Question

Is there any easy way to monitor how long a user views a page?

Google Analytics uses this feature by allowing you to see how long your website visitors stay on a particular page. Can anything like this be reproduced with PHP or JavaScript?

Was it helpful?

Solution

Yes, it's easy. Just start timer as page loads and send it to some server script to log, when user leaves the page.

To triger page leaving event read here.

Example client-side code:

<html>
...
<script>
var visit_start_time_ms = (new Date).getTime();
window.onbeforeunload = function() {
    var visit_time = (new Date).getTime() - visit_start_time_ms;
    xmlhttp=new XMLHttpRequest();
    xmlhttp.open("GET","http://your-tracking-server.com/track.php?track_url=...&visit_time=" + visit_time,true);
    xmlhttp.send();
};
</script>
...
</html>

Your server-side script at your-tracking-server.com/track.php:

...
mysql_query('INSERT INTO track_visit_time (url, time) VALUES ("'.myescape($_GET['track_url']).'", '.float($_GET['visit_time']).')');
...

Mind, that client side is not tested and not crossbrowser at all. Server side uses deprecated function mysql_query.

OTHER TIPS

A common method for doing this is simply measuring the time between one page view and the next. There are a lot of "gotchas" with this though!

  • You don't know the time for the last page loaded
  • You don't know time for bounces
  • Issues happen with multiple tabs and what not
  • Did someone stay on your page for 4 hours, or did they close their browser and come back?

To get around these problems, another common method is to poll the server. You can do this with either long-polling (where the connection stays open with no data transfer for a minute or so, and then another connection is immediately established), or repeated hits to your server every 5 seconds or so. I recommend the long-polling method, as it is far less bandwidth intensive.

You can do this in a controller environment, where the users eyes are tracked if they are looking on a specific webpage (and where). This is often useful to remove the problems if you use in-browser tracking only for common things like a user is getting a telephone call or switching to other tabs and all the things we do each day long when the browser is opened.

I think you could try using the window.onbeforeunload method to fire off an ajax call. When the page loads, record the time, when it unloads, send the elapsed time off to your server with ajax. The page would obviously never see the response, but that doesn't matter anyway.

As Brad points out this is somewhat unreliable. An alternative is to just update the server with elapsed time every few seconds. You should add half the interval to the elapsed time as well, to account for the time between the last update and the user leaving, on average. For example, if you update every 10 seconds, and the last update said 40 seconds, assume they were there 45 seconds. That covers cases between 40.0 seconds and 49.999 seconds that don't get recorded.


- [Problem to work on]:
The pictures are to be omitted when the entries are reproduced exactly.

- [Exercise material]:
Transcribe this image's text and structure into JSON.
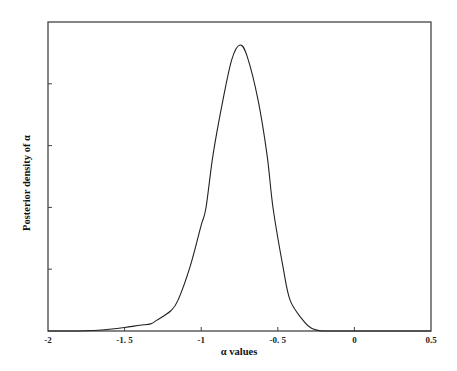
{
  "chart_data": {
    "type": "line",
    "title": "",
    "xlabel": "α values",
    "ylabel": "Posterior density of  α",
    "xlim": [
      -2,
      0.5
    ],
    "ylim": [
      0,
      1.1
    ],
    "x_ticks": [
      -2,
      -1.5,
      -1,
      -0.5,
      0,
      0.5
    ],
    "x_tick_labels": [
      "-2",
      "-1. 5",
      "-1",
      "-0. 5",
      "0",
      "0.5"
    ],
    "y_ticks_count": 4,
    "y_tick_labels": [],
    "grid": false,
    "legend": null,
    "series": [
      {
        "name": "Posterior density of α",
        "color": "#222222",
        "x": [
          -2.0,
          -1.8,
          -1.7,
          -1.6,
          -1.5,
          -1.4,
          -1.33,
          -1.289,
          -1.2,
          -1.151,
          -1.073,
          -1.0,
          -0.969,
          -0.923,
          -0.858,
          -0.8,
          -0.747,
          -0.7,
          -0.629,
          -0.57,
          -0.531,
          -0.466,
          -0.42,
          -0.336,
          -0.28,
          -0.2,
          0.0,
          0.5
        ],
        "y": [
          0.0,
          0.0,
          0.002,
          0.006,
          0.012,
          0.02,
          0.025,
          0.038,
          0.07,
          0.108,
          0.224,
          0.37,
          0.43,
          0.615,
          0.808,
          0.95,
          1.0,
          0.96,
          0.808,
          0.615,
          0.43,
          0.224,
          0.108,
          0.038,
          0.01,
          0.0,
          0.0,
          0.0
        ]
      }
    ],
    "peak": {
      "x": -0.75,
      "y": 1.0
    }
  },
  "labels": {
    "xlabel": "α values",
    "ylabel": "Posterior density of  α",
    "xticks": [
      "-2",
      "-1. 5",
      "-1",
      "-0. 5",
      "0",
      "0.5"
    ]
  }
}
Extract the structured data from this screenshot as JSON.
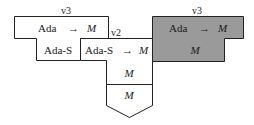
{
  "diagram": {
    "left_block": {
      "label": "v3",
      "top_type": "Ada",
      "arrow": "→",
      "top_result": "M",
      "bottom": "Ada-S"
    },
    "middle_block": {
      "label": "v2",
      "top_type": "Ada-S",
      "arrow": "→",
      "top_result": "M",
      "stack": [
        "M",
        "M"
      ]
    },
    "right_block": {
      "label": "v3",
      "top_type": "Ada",
      "arrow": "→",
      "top_result": "M",
      "bottom": "M",
      "fill": "#9a9a9a"
    }
  }
}
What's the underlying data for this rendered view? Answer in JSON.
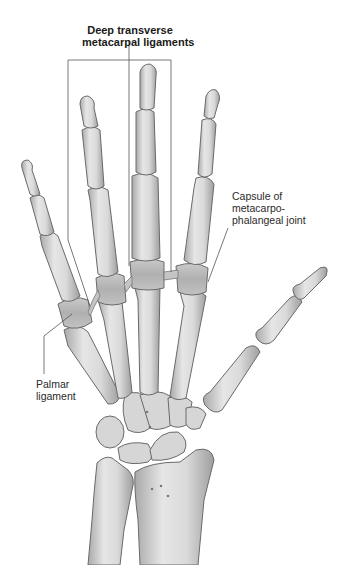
{
  "figure": {
    "labels": {
      "deep_transverse": {
        "line1": "Deep transverse",
        "line2": "metacarpal ligaments"
      },
      "capsule": {
        "line1": "Capsule of",
        "line2": "metacarpo-",
        "line3": "phalangeal joint"
      },
      "palmar": {
        "line1": "Palmar",
        "line2": "ligament"
      }
    },
    "colors": {
      "background": "#ffffff",
      "bone_fill": "#dcdcdc",
      "bone_shade": "#b8b8b8",
      "bone_outline": "#6a6a6a",
      "ligament": "#c4c4c4",
      "leader_line": "#555555",
      "text": "#2a2a2a"
    }
  }
}
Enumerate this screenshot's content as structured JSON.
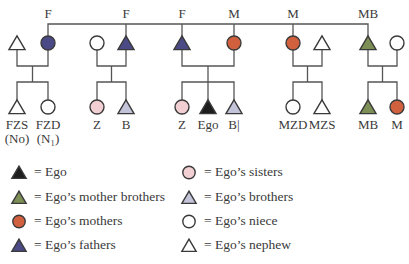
{
  "colors": {
    "line": "#555555",
    "ego": "#1e1e1e",
    "mother_brother": "#7d8f57",
    "mother": "#d1603f",
    "father": "#4b4a86",
    "sister": "#f2cfd3",
    "brother": "#c3c4da",
    "open": "#ffffff"
  },
  "top_labels": [
    {
      "text": "F",
      "x": 48
    },
    {
      "text": "F",
      "x": 126
    },
    {
      "text": "F",
      "x": 182
    },
    {
      "text": "M",
      "x": 234
    },
    {
      "text": "M",
      "x": 293
    },
    {
      "text": "MB",
      "x": 368
    }
  ],
  "parents_row": [
    {
      "shape": "triangle",
      "fill": "open",
      "x": 17
    },
    {
      "shape": "circle",
      "fill": "father",
      "x": 48
    },
    {
      "shape": "circle",
      "fill": "open",
      "x": 97
    },
    {
      "shape": "triangle",
      "fill": "father",
      "x": 126
    },
    {
      "shape": "triangle",
      "fill": "father",
      "x": 182
    },
    {
      "shape": "circle",
      "fill": "mother",
      "x": 234
    },
    {
      "shape": "circle",
      "fill": "mother",
      "x": 293
    },
    {
      "shape": "triangle",
      "fill": "open",
      "x": 322
    },
    {
      "shape": "triangle",
      "fill": "mother_brother",
      "x": 368
    },
    {
      "shape": "circle",
      "fill": "open",
      "x": 397
    }
  ],
  "children_row": [
    {
      "shape": "triangle",
      "fill": "open",
      "x": 17,
      "label": "FZS",
      "sublabel": "(No)"
    },
    {
      "shape": "circle",
      "fill": "open",
      "x": 48,
      "label": "FZD",
      "sublabel": "(N₁)"
    },
    {
      "shape": "circle",
      "fill": "sister",
      "x": 97,
      "label": "Z"
    },
    {
      "shape": "triangle",
      "fill": "brother",
      "x": 126,
      "label": "B"
    },
    {
      "shape": "circle",
      "fill": "sister",
      "x": 182,
      "label": "Z"
    },
    {
      "shape": "triangle",
      "fill": "ego",
      "x": 208,
      "label": "Ego"
    },
    {
      "shape": "triangle",
      "fill": "brother",
      "x": 234,
      "label": "B|"
    },
    {
      "shape": "circle",
      "fill": "open",
      "x": 293,
      "label": "MZD"
    },
    {
      "shape": "triangle",
      "fill": "open",
      "x": 322,
      "label": "MZS"
    },
    {
      "shape": "triangle",
      "fill": "mother_brother",
      "x": 368,
      "label": "MB"
    },
    {
      "shape": "circle",
      "fill": "mother",
      "x": 397,
      "label": "M"
    }
  ],
  "legend": {
    "left": [
      {
        "shape": "triangle",
        "fill": "ego",
        "text": "= Ego"
      },
      {
        "shape": "triangle",
        "fill": "mother_brother",
        "text": "= Ego’s mother brothers"
      },
      {
        "shape": "circle",
        "fill": "mother",
        "text": "= Ego’s mothers"
      },
      {
        "shape": "triangle",
        "fill": "father",
        "text": "= Ego’s fathers"
      }
    ],
    "right": [
      {
        "shape": "circle",
        "fill": "sister",
        "text": "= Ego’s sisters"
      },
      {
        "shape": "triangle",
        "fill": "brother",
        "text": "= Ego’s brothers"
      },
      {
        "shape": "circle",
        "fill": "open",
        "text": "= Ego’s niece"
      },
      {
        "shape": "triangle",
        "fill": "open",
        "text": "= Ego’s nephew"
      }
    ]
  }
}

- [Solution to the problem]:
Transcribe this image's text and structure into JSON.
{
  "chart_data": {
    "type": "line",
    "title": "",
    "xlabel": "α values",
    "ylabel": "Posterior density of  α",
    "xlim": [
      -2,
      0.5
    ],
    "ylim": [
      0,
      1.1
    ],
    "x_ticks": [
      -2,
      -1.5,
      -1,
      -0.5,
      0,
      0.5
    ],
    "x_tick_labels": [
      "-2",
      "-1. 5",
      "-1",
      "-0. 5",
      "0",
      "0.5"
    ],
    "y_ticks_count": 4,
    "y_tick_labels": [],
    "grid": false,
    "legend": null,
    "series": [
      {
        "name": "Posterior density of α",
        "color": "#222222",
        "x": [
          -2.0,
          -1.8,
          -1.7,
          -1.6,
          -1.5,
          -1.4,
          -1.33,
          -1.289,
          -1.2,
          -1.151,
          -1.073,
          -1.0,
          -0.969,
          -0.923,
          -0.858,
          -0.8,
          -0.747,
          -0.7,
          -0.629,
          -0.57,
          -0.531,
          -0.466,
          -0.42,
          -0.336,
          -0.28,
          -0.2,
          0.0,
          0.5
        ],
        "y": [
          0.0,
          0.0,
          0.002,
          0.006,
          0.012,
          0.02,
          0.025,
          0.038,
          0.07,
          0.108,
          0.224,
          0.37,
          0.43,
          0.615,
          0.808,
          0.95,
          1.0,
          0.96,
          0.808,
          0.615,
          0.43,
          0.224,
          0.108,
          0.038,
          0.01,
          0.0,
          0.0,
          0.0
        ]
      }
    ],
    "peak": {
      "x": -0.75,
      "y": 1.0
    }
  },
  "labels": {
    "xlabel": "α values",
    "ylabel": "Posterior density of  α",
    "xticks": [
      "-2",
      "-1. 5",
      "-1",
      "-0. 5",
      "0",
      "0.5"
    ]
  }
}
Extract the structured data from this screenshot as JSON.
{
  "diagram": {
    "left_block": {
      "label": "v3",
      "top_type": "Ada",
      "arrow": "→",
      "top_result": "M",
      "bottom": "Ada-S"
    },
    "middle_block": {
      "label": "v2",
      "top_type": "Ada-S",
      "arrow": "→",
      "top_result": "M",
      "stack": [
        "M",
        "M"
      ]
    },
    "right_block": {
      "label": "v3",
      "top_type": "Ada",
      "arrow": "→",
      "top_result": "M",
      "bottom": "M",
      "fill": "#9a9a9a"
    }
  }
}
What's the underlying data for this rendered view? Answer in JSON.
{
  "figure": {
    "labels": {
      "deep_transverse": {
        "line1": "Deep transverse",
        "line2": "metacarpal ligaments"
      },
      "capsule": {
        "line1": "Capsule of",
        "line2": "metacarpo-",
        "line3": "phalangeal joint"
      },
      "palmar": {
        "line1": "Palmar",
        "line2": "ligament"
      }
    },
    "colors": {
      "background": "#ffffff",
      "bone_fill": "#dcdcdc",
      "bone_shade": "#b8b8b8",
      "bone_outline": "#6a6a6a",
      "ligament": "#c4c4c4",
      "leader_line": "#555555",
      "text": "#2a2a2a"
    }
  }
}
Enumerate this screenshot's content as structured JSON.
{
  "colors": {
    "line": "#555555",
    "ego": "#1e1e1e",
    "mother_brother": "#7d8f57",
    "mother": "#d1603f",
    "father": "#4b4a86",
    "sister": "#f2cfd3",
    "brother": "#c3c4da",
    "open": "#ffffff"
  },
  "top_labels": [
    {
      "text": "F",
      "x": 48
    },
    {
      "text": "F",
      "x": 126
    },
    {
      "text": "F",
      "x": 182
    },
    {
      "text": "M",
      "x": 234
    },
    {
      "text": "M",
      "x": 293
    },
    {
      "text": "MB",
      "x": 368
    }
  ],
  "parents_row": [
    {
      "shape": "triangle",
      "fill": "open",
      "x": 17
    },
    {
      "shape": "circle",
      "fill": "father",
      "x": 48
    },
    {
      "shape": "circle",
      "fill": "open",
      "x": 97
    },
    {
      "shape": "triangle",
      "fill": "father",
      "x": 126
    },
    {
      "shape": "triangle",
      "fill": "father",
      "x": 182
    },
    {
      "shape": "circle",
      "fill": "mother",
      "x": 234
    },
    {
      "shape": "circle",
      "fill": "mother",
      "x": 293
    },
    {
      "shape": "triangle",
      "fill": "open",
      "x": 322
    },
    {
      "shape": "triangle",
      "fill": "mother_brother",
      "x": 368
    },
    {
      "shape": "circle",
      "fill": "open",
      "x": 397
    }
  ],
  "children_row": [
    {
      "shape": "triangle",
      "fill": "open",
      "x": 17,
      "label": "FZS",
      "sublabel": "(No)"
    },
    {
      "shape": "circle",
      "fill": "open",
      "x": 48,
      "label": "FZD",
      "sublabel": "(N₁)"
    },
    {
      "shape": "circle",
      "fill": "sister",
      "x": 97,
      "label": "Z"
    },
    {
      "shape": "triangle",
      "fill": "brother",
      "x": 126,
      "label": "B"
    },
    {
      "shape": "circle",
      "fill": "sister",
      "x": 182,
      "label": "Z"
    },
    {
      "shape": "triangle",
      "fill": "ego",
      "x": 208,
      "label": "Ego"
    },
    {
      "shape": "triangle",
      "fill": "brother",
      "x": 234,
      "label": "B|"
    },
    {
      "shape": "circle",
      "fill": "open",
      "x": 293,
      "label": "MZD"
    },
    {
      "shape": "triangle",
      "fill": "open",
      "x": 322,
      "label": "MZS"
    },
    {
      "shape": "triangle",
      "fill": "mother_brother",
      "x": 368,
      "label": "MB"
    },
    {
      "shape": "circle",
      "fill": "mother",
      "x": 397,
      "label": "M"
    }
  ],
  "legend": {
    "left": [
      {
        "shape": "triangle",
        "fill": "ego",
        "text": "= Ego"
      },
      {
        "shape": "triangle",
        "fill": "mother_brother",
        "text": "= Ego’s mother brothers"
      },
      {
        "shape": "circle",
        "fill": "mother",
        "text": "= Ego’s mothers"
      },
      {
        "shape": "triangle",
        "fill": "father",
        "text": "= Ego’s fathers"
      }
    ],
    "right": [
      {
        "shape": "circle",
        "fill": "sister",
        "text": "= Ego’s sisters"
      },
      {
        "shape": "triangle",
        "fill": "brother",
        "text": "= Ego’s brothers"
      },
      {
        "shape": "circle",
        "fill": "open",
        "text": "= Ego’s niece"
      },
      {
        "shape": "triangle",
        "fill": "open",
        "text": "= Ego’s nephew"
      }
    ]
  }
}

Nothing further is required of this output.